Hello, guys. Welcome. Naomi Findlay here, Principal and Founder of IIHS.
I got asked a really interesting question today. It was around leaving business cards and promotional material at open homes. That is what I want to talk to you guys about today.
I have a few different opinions on this, but I think my resulting opinion is quite, quite strong.
There have been times when I’ve left business cards or promotional material on the kitchen benches or on the dining tables of properties I have staged.
However, in these cases, these have always been spec homes. Never a property that anyone expects to have been lived in. We’re working with the property to make it feel like a home as such.
There are some varying opinions on this.
Some say it’s an amazing opportunity to market your business and showcase your work firsthand to all of the people that are actually going to be needing your service. More than likely, if they buy the property that they’re inspecting, they’re going to need to be selling theirs.
If they like the way they’ve styled that property, they may need property styling at their home.
However, the flip side to that is one of our jobs, as a professional home stager, is to sell the highlights of a property, enhance the highlights of the property, minimize the distractions and make sure that people can create a really strong emotional and functional connection to that property.
What do you think happens when someone’s inspecting this amazing property and they walk passed the kitchen bench and they see a pile of promotional information about how the property has been styled or staged?
Home staging is certainly not about hiding or deceiving or covering up. However, it could be interpreted that leaving promotional material on the kitchen bench is a distraction to the buyer.
There is the thought process that by leaving that information on the bench, thoughts similar to, “Oh, so this isn’t how they really lived in in. This has been staged to make it look better.”
It starts to plant seeds of doubt about whether the amazing ambiance, connection and placement that you’ve done in that property… really, it starts to take away from it.
I’m not saying don’t leave your promotional material in properties that you have staged, but what I am saying is, if you’re considering doing that you absolutely need the permission of the agent and, more importantly, the homeowner.
We have even done jobs over the past years where the homeowners have asked that we bring unbranded trucks or unbranded cars to the consultations because they really don’t want people to know they’re selling or they don’t want people to know that the property is being staged because they fear that that will detract from it.
It’s a bit of a controversial topic of conversation.
I’m by no means going to hand out a mandate of what I think you guys should be doing in your businesses, but I do want to open the conversation and open your thought processes to the different ways people could perceive it.
I think there is a small place for putting things in properties to market your services, but I do think it’s small and I think you need to think about the property, the buyers, the agent, the client and the impact your self-promotion will have on selling that home.
In the end, if the result isn’t amazing, then that is your best form of marketing down the drain.
Have a think about it. Have a talk about it. Please feel free to put comments on our Facebook page or on this blog about it. I would love to hear everyone’s perspective.
As I said, I’m not going to tell you to do it or not to do it, but what I do want to do is open your mind and a dialogue in our industry as to whether we think this is best practice or not.
I’ll see you all again soon. I hope you have a cracking week.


Your copy should repeat each record below exactly and contain no images.

DATASET ENTRIES START

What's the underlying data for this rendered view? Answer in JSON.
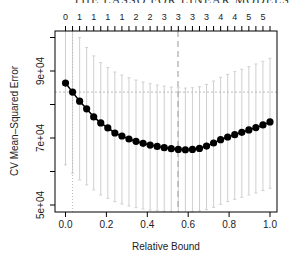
{
  "header": {
    "running_title": "THE LASSO FOR LINEAR MODELS"
  },
  "chart_data": {
    "type": "scatter",
    "title": "",
    "xlabel": "Relative Bound",
    "ylabel": "CV Mean–Squared Error",
    "xlim": [
      0.0,
      1.0
    ],
    "ylim": [
      48000,
      102000
    ],
    "x_ticks": [
      "0.0",
      "0.2",
      "0.4",
      "0.6",
      "0.8",
      "1.0"
    ],
    "x_tick_values": [
      0.0,
      0.2,
      0.4,
      0.6,
      0.8,
      1.0
    ],
    "y_ticks": [
      "5e+04",
      "7e+04",
      "9e+04"
    ],
    "y_tick_values": [
      50000,
      70000,
      90000
    ],
    "y_minor_tick_values": [
      60000,
      80000,
      100000
    ],
    "top_axis_labels": [
      "0",
      "1",
      "1",
      "1",
      "1",
      "2",
      "2",
      "3",
      "3",
      "3",
      "3",
      "4",
      "4",
      "5",
      "5"
    ],
    "x": [
      0.0,
      0.0345,
      0.069,
      0.1034,
      0.1379,
      0.1724,
      0.2069,
      0.2414,
      0.2759,
      0.3103,
      0.3448,
      0.3793,
      0.4138,
      0.4483,
      0.4828,
      0.5172,
      0.5517,
      0.5862,
      0.6207,
      0.6552,
      0.6897,
      0.7241,
      0.7586,
      0.7931,
      0.8276,
      0.8621,
      0.8966,
      0.931,
      0.9655,
      1.0
    ],
    "series": [
      {
        "name": "CV MSE",
        "values": [
          86400,
          83700,
          81000,
          78700,
          76300,
          74500,
          73000,
          71500,
          70600,
          69700,
          69000,
          68400,
          67900,
          67500,
          67100,
          66800,
          66600,
          66500,
          66600,
          66900,
          67600,
          68500,
          69500,
          70300,
          71000,
          71700,
          72400,
          73100,
          73900,
          74800
        ],
        "upper": [
          104000,
          102000,
          100000,
          97000,
          94500,
          92500,
          91000,
          89700,
          88800,
          88000,
          87300,
          86700,
          86200,
          85800,
          85500,
          85200,
          85000,
          84900,
          85000,
          85300,
          86000,
          87000,
          88100,
          89000,
          89800,
          90500,
          91300,
          92100,
          92900,
          93800
        ],
        "lower": [
          62000,
          59500,
          57500,
          56000,
          54500,
          53000,
          52000,
          51000,
          50300,
          49700,
          49200,
          48800,
          48500,
          48300,
          48100,
          48000,
          47900,
          47900,
          48000,
          48200,
          48600,
          49300,
          50200,
          51000,
          51700,
          52300,
          53000,
          53600,
          54300,
          55000
        ]
      }
    ],
    "reference_lines": {
      "horizontal_dotted_y": 83700,
      "vertical_dashed_x": 0.55,
      "vertical_dotted_x": 0.0345
    },
    "grid": false,
    "legend": "none"
  }
}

DATASET ENTRIES END

__TASK RESULT__
What's the underlying data for this rendered view? Answer in JSON.
{
  "header": {
    "running_title": "THE LASSO FOR LINEAR MODELS"
  },
  "chart_data": {
    "type": "scatter",
    "title": "",
    "xlabel": "Relative Bound",
    "ylabel": "CV Mean–Squared Error",
    "xlim": [
      0.0,
      1.0
    ],
    "ylim": [
      48000,
      102000
    ],
    "x_ticks": [
      "0.0",
      "0.2",
      "0.4",
      "0.6",
      "0.8",
      "1.0"
    ],
    "x_tick_values": [
      0.0,
      0.2,
      0.4,
      0.6,
      0.8,
      1.0
    ],
    "y_ticks": [
      "5e+04",
      "7e+04",
      "9e+04"
    ],
    "y_tick_values": [
      50000,
      70000,
      90000
    ],
    "y_minor_tick_values": [
      60000,
      80000,
      100000
    ],
    "top_axis_labels": [
      "0",
      "1",
      "1",
      "1",
      "1",
      "2",
      "2",
      "3",
      "3",
      "3",
      "3",
      "4",
      "4",
      "5",
      "5"
    ],
    "x": [
      0.0,
      0.0345,
      0.069,
      0.1034,
      0.1379,
      0.1724,
      0.2069,
      0.2414,
      0.2759,
      0.3103,
      0.3448,
      0.3793,
      0.4138,
      0.4483,
      0.4828,
      0.5172,
      0.5517,
      0.5862,
      0.6207,
      0.6552,
      0.6897,
      0.7241,
      0.7586,
      0.7931,
      0.8276,
      0.8621,
      0.8966,
      0.931,
      0.9655,
      1.0
    ],
    "series": [
      {
        "name": "CV MSE",
        "values": [
          86400,
          83700,
          81000,
          78700,
          76300,
          74500,
          73000,
          71500,
          70600,
          69700,
          69000,
          68400,
          67900,
          67500,
          67100,
          66800,
          66600,
          66500,
          66600,
          66900,
          67600,
          68500,
          69500,
          70300,
          71000,
          71700,
          72400,
          73100,
          73900,
          74800
        ],
        "upper": [
          104000,
          102000,
          100000,
          97000,
          94500,
          92500,
          91000,
          89700,
          88800,
          88000,
          87300,
          86700,
          86200,
          85800,
          85500,
          85200,
          85000,
          84900,
          85000,
          85300,
          86000,
          87000,
          88100,
          89000,
          89800,
          90500,
          91300,
          92100,
          92900,
          93800
        ],
        "lower": [
          62000,
          59500,
          57500,
          56000,
          54500,
          53000,
          52000,
          51000,
          50300,
          49700,
          49200,
          48800,
          48500,
          48300,
          48100,
          48000,
          47900,
          47900,
          48000,
          48200,
          48600,
          49300,
          50200,
          51000,
          51700,
          52300,
          53000,
          53600,
          54300,
          55000
        ]
      }
    ],
    "reference_lines": {
      "horizontal_dotted_y": 83700,
      "vertical_dashed_x": 0.55,
      "vertical_dotted_x": 0.0345
    },
    "grid": false,
    "legend": "none"
  }
}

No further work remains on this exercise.